Jun 23, 2014 - About 71% of people in Australia support the current level of the country’s renewable energy target (RET) and even want it to be increased, a survey by The Climate Institute shows.
In a similar poll in 2013 some 69% supported the current or a higher goal. The RET now stands at some 41,000 GWh of renewables power in 2020, which is estimated to represent 20% of Australia's total electricity needs at the end of the decade.
At present, Australia’s renewables sector is waiting for the results of an ongoing review of the RET programme.

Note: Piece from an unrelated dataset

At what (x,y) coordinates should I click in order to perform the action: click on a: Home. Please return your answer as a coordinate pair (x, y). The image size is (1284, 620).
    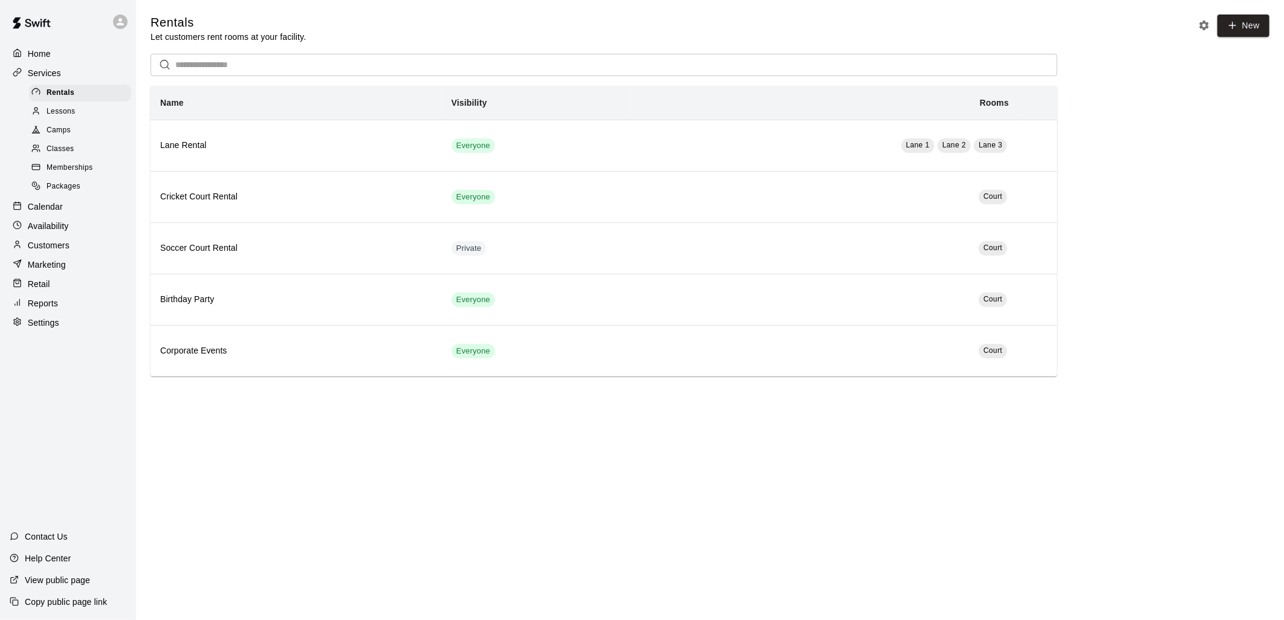
    Looking at the image, I should click on (68, 54).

According to the Climate Institute’s latest poll, conducted by JWS Research, about 60% of Australia’s residents back an increased target. Only 9% of those polled support a reduction of the target or its abandoning, while one in five people could not respond. Some 80% said they preferred renewable energy to electricity coming from coal, gas and nuclear power plants.
The full results from the survey, which included 1,145 participants, are to be officially presented on Monday.

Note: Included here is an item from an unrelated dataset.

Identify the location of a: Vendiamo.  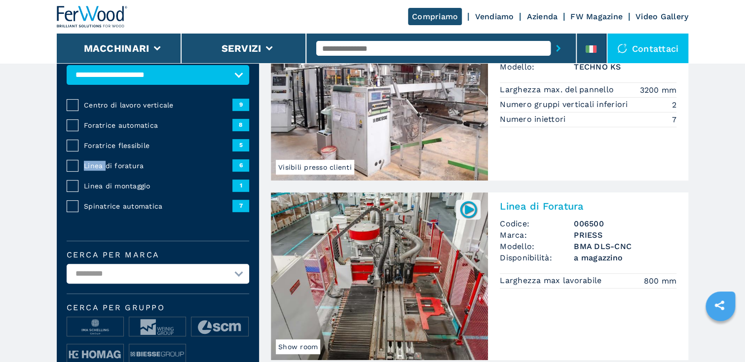
(494, 16).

Bloomberg New Energy Finance (BNEF) warned in May that the reduction of the RET in Australia may lead to an AUD-12-billion (USD 11.3bn/EUR 8.3bn) drop in investment in the sector and 6,600 fewer renewable energy jobs per year. If the RET is abandoned altogether, clean energy investment is expected to fall by AUD 21 billion and the number of clean energy jobs per year will go down by 11,100.